Press release – QC Design today announced the publication of “Plaquette: A hardware-aware design platform for fault-tolerant quantum computers”, the paper presenting the theoretical framework and software suite behind its flagship product. The paper describes how Plaquette computes the logical performance of fault-tolerant architectures directly from the physics of a device’s actual imperfections, and is now available on arXiv.

Hardware teams designing fault-tolerant quantum computers lean on fast stabilizer simulators to decide which imperfections to fix first, and those simulators assume stochastic Pauli noise. Real devices do not behave that way: superconducting transmons leak out of the computational subspace, neutral-atom gates scatter through intermediate states, trapped ions heat as their motional modes absorb phonons, silicon spin qubits leak into valley states, and miscalibrated controls over-rotate coherently.
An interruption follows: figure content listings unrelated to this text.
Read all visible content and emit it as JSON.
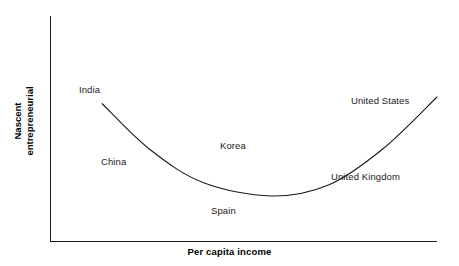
{
  "chart_data": {
    "type": "line",
    "title": "",
    "subtitle": "",
    "xlabel": "Per capita income",
    "ylabel": "Nascent entrepreneurial",
    "ylabel_lines": [
      "Nascent",
      "entrepreneurial"
    ],
    "grid": false,
    "legend": "none",
    "axes": {
      "x_axis_ticks": [],
      "y_axis_ticks": [],
      "x_axis_range_note": "unlabeled, increasing left to right",
      "y_axis_range_note": "unlabeled, increasing bottom to top"
    },
    "curve_description": "U-shaped (quadratic) curve: nascent entrepreneurial activity is high at low per capita income, falls to a minimum at middle income, then rises again at high income",
    "series": [
      {
        "name": "Nascent entrepreneurial activity",
        "color": "#1a1a1a",
        "points": [
          {
            "x": 0.07,
            "y": 0.61
          },
          {
            "x": 0.2,
            "y": 0.41
          },
          {
            "x": 0.35,
            "y": 0.26
          },
          {
            "x": 0.54,
            "y": 0.2
          },
          {
            "x": 0.7,
            "y": 0.25
          },
          {
            "x": 0.85,
            "y": 0.41
          },
          {
            "x": 1.0,
            "y": 0.64
          }
        ]
      }
    ],
    "annotations": [
      {
        "label": "India",
        "x": 0.08,
        "y": 0.68,
        "position": "upper-left"
      },
      {
        "label": "China",
        "x": 0.14,
        "y": 0.36,
        "position": "left-lower"
      },
      {
        "label": "Korea",
        "x": 0.45,
        "y": 0.42,
        "position": "center"
      },
      {
        "label": "Spain",
        "x": 0.42,
        "y": 0.12,
        "position": "below-minimum"
      },
      {
        "label": "United Kingdom",
        "x": 0.74,
        "y": 0.25,
        "position": "right-lower"
      },
      {
        "label": "United States",
        "x": 0.79,
        "y": 0.6,
        "position": "upper-right"
      }
    ]
  },
  "labels": {
    "india": "India",
    "china": "China",
    "korea": "Korea",
    "spain": "Spain",
    "united_kingdom": "United Kingdom",
    "united_states": "United States"
  },
  "axis_titles": {
    "x": "Per capita income",
    "y_line1": "Nascent",
    "y_line2": "entrepreneurial"
  },
  "colors": {
    "curve": "#1a1a1a",
    "axis": "#1a1a1a",
    "text": "#1a1a1a",
    "background": "#ffffff"
  }
}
The standard workarounds, such as Pauli twirling, depolarizing stand-ins, and hand-built noise models, demand expert effort per device and per noise process, and certify the abstraction rather than the device. The paper shows what this can cost: Clifford-only simulation can be overly optimistic by more than an order of magnitude in logical error rate.

Plaquette follows a different approach. A team specifies its hardware error model once, e.g., as Kraus operators, Hamiltonian-Lindblad dynamics, or an experimentally reconstructed quantum channel, and Plaquette compiles it automatically into the exact or approximate representation required by each of four sampler classes: Pauli-twirled stabilizer simulation, the new XPauli sampler for leakage and environment sectors, near-Clifford samplers for coherent errors, and full-state simulation for exact reference calculations, at scales up to tens of thousands of qubits.

The paper validates the XPauli and near-Clifford samplers against full-state simulation, which they match within statistical uncertainty even where Pauli twirling falls short, and demonstrates the framework on three hardware error models: leakage in superconducting qubits, intermediate-state scattering in neutral atoms, and heating in trapped ions.

Dr. Ish Dhand, co-founder and CEO of QC Design, said:

“Quantum computing makers are working on the same practical questions: Is my device below threshold, and by how much? Which imperfection is most important to suppress? What logical error rate will my FTQC deliver, and at what overhead? Answering these questions with Pauli approximations alone can be off by orders of magnitude. With Plaquette, teams describe the physics of their device once and get logical performance numbers they can trust, at the scale of full fault-tolerant architectures. This paper lays out the complete framework, and we are proud to share it with the community.”

The size of the discrepancy between Plaquette and Clifford-only simulations varies with platform and noise process, so reliable thresholds, error budgets, and overhead estimates require the most accurate simulation available. Plaquette provides a direct path from the open-system physics of a device to the logical performance of the fault-tolerant quantum computer built on it.